Prime Minister Reassures On Gas Projects Amid OFAC Licence Issue

Prime Minister Stuart Young says he has been in touch with the Venezuelan government.

This is in the wake of the United States revoking Trinidad and Tobago’s Office of Foreign Assets Control licence to develop cross-border gas fields.

On Tuesday, Prime Minister Stuart Young called a Media Conference to confirm that the United States had revoked this country’s OFAC licence, which halted progress in the Dragon and Cocuina-Manakin gas deals. The fields belong to Venezuela and sit in territorial waters.

Later in the day, as he addressed a People’s National Movement meeting in Point Fortin, the Prime Minister reiterated that Dragon is not this country’s only gas project.

“I was in touch with the government of Venezuelan on the way down here. Commitment there and then having conversations as well with some of the decision-makers we need to speak to on the way down here as well. So you give us the mandate, and I will bring it home in some form or fashion for us. All of our eggs are not in the Dragon basket.”

The Prime Minister noted that the Manatee gas project is expected to begin producing in 2027, and he pointed to other important projects.

“There is now a Nigerian firm that is a billion-dollar US firm that has gotten the opportunity to negotiate with TPHL to reopen that refinery because it will re-employ our workers. They’re going to use local labour.”

Prime Minister Young told PNM party supporters that “everything will be fine” and there are a lot of projects underway in Trinidad and Tobago’s territorial waters.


* **Task prompt**: Transcribe the listing that follows in full, omitting pictures.

* **Records to use**:
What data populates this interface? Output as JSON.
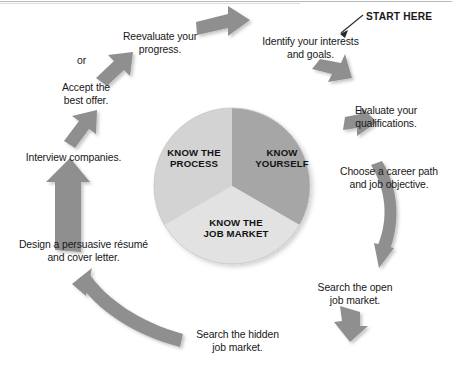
{
  "figure": {
    "type": "cycle-diagram",
    "title_note": "START HERE",
    "background": "#ffffff"
  },
  "pie": {
    "segments": [
      {
        "label_line1": "KNOW",
        "label_line2": "YOURSELF",
        "color": "#a6a6a6",
        "share": 0.3333
      },
      {
        "label_line1": "KNOW THE",
        "label_line2": "JOB MARKET",
        "color": "#e2e2e2",
        "share": 0.3333
      },
      {
        "label_line1": "KNOW THE",
        "label_line2": "PROCESS",
        "color": "#d2d2d2",
        "share": 0.3333
      }
    ]
  },
  "steps": [
    {
      "id": "step-1",
      "line1": "Identify your interests",
      "line2": "and goals."
    },
    {
      "id": "step-2",
      "line1": "Evaluate your",
      "line2": "qualifications."
    },
    {
      "id": "step-3",
      "line1": "Choose a career path",
      "line2": "and job objective."
    },
    {
      "id": "step-4",
      "line1": "Search the open",
      "line2": "job market."
    },
    {
      "id": "step-5",
      "line1": "Search the hidden",
      "line2": "job market."
    },
    {
      "id": "step-6",
      "line1": "Design a persuasive résumé",
      "line2": "and cover letter."
    },
    {
      "id": "step-7",
      "line1": "Interview companies.",
      "line2": ""
    },
    {
      "id": "step-8",
      "line1": "Accept the",
      "line2": "best offer."
    },
    {
      "id": "step-9",
      "line1": "Reevaluate your",
      "line2": "progress."
    }
  ],
  "connectors": {
    "or_label": "or"
  },
  "colors": {
    "arrow_fill": "#8f8f8f",
    "arrow_fill_light": "#9a9a9a",
    "text": "#181818",
    "pie_dark": "#a6a6a6",
    "pie_mid": "#d2d2d2",
    "pie_light": "#e2e2e2",
    "rule": "#b9b9b9"
  }
}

* **Response to this task**:
What data populates this interface? Output as JSON.
{
  "figure": {
    "type": "cycle-diagram",
    "title_note": "START HERE",
    "background": "#ffffff"
  },
  "pie": {
    "segments": [
      {
        "label_line1": "KNOW",
        "label_line2": "YOURSELF",
        "color": "#a6a6a6",
        "share": 0.3333
      },
      {
        "label_line1": "KNOW THE",
        "label_line2": "JOB MARKET",
        "color": "#e2e2e2",
        "share": 0.3333
      },
      {
        "label_line1": "KNOW THE",
        "label_line2": "PROCESS",
        "color": "#d2d2d2",
        "share": 0.3333
      }
    ]
  },
  "steps": [
    {
      "id": "step-1",
      "line1": "Identify your interests",
      "line2": "and goals."
    },
    {
      "id": "step-2",
      "line1": "Evaluate your",
      "line2": "qualifications."
    },
    {
      "id": "step-3",
      "line1": "Choose a career path",
      "line2": "and job objective."
    },
    {
      "id": "step-4",
      "line1": "Search the open",
      "line2": "job market."
    },
    {
      "id": "step-5",
      "line1": "Search the hidden",
      "line2": "job market."
    },
    {
      "id": "step-6",
      "line1": "Design a persuasive résumé",
      "line2": "and cover letter."
    },
    {
      "id": "step-7",
      "line1": "Interview companies.",
      "line2": ""
    },
    {
      "id": "step-8",
      "line1": "Accept the",
      "line2": "best offer."
    },
    {
      "id": "step-9",
      "line1": "Reevaluate your",
      "line2": "progress."
    }
  ],
  "connectors": {
    "or_label": "or"
  },
  "colors": {
    "arrow_fill": "#8f8f8f",
    "arrow_fill_light": "#9a9a9a",
    "text": "#181818",
    "pie_dark": "#a6a6a6",
    "pie_mid": "#d2d2d2",
    "pie_light": "#e2e2e2",
    "rule": "#b9b9b9"
  }
}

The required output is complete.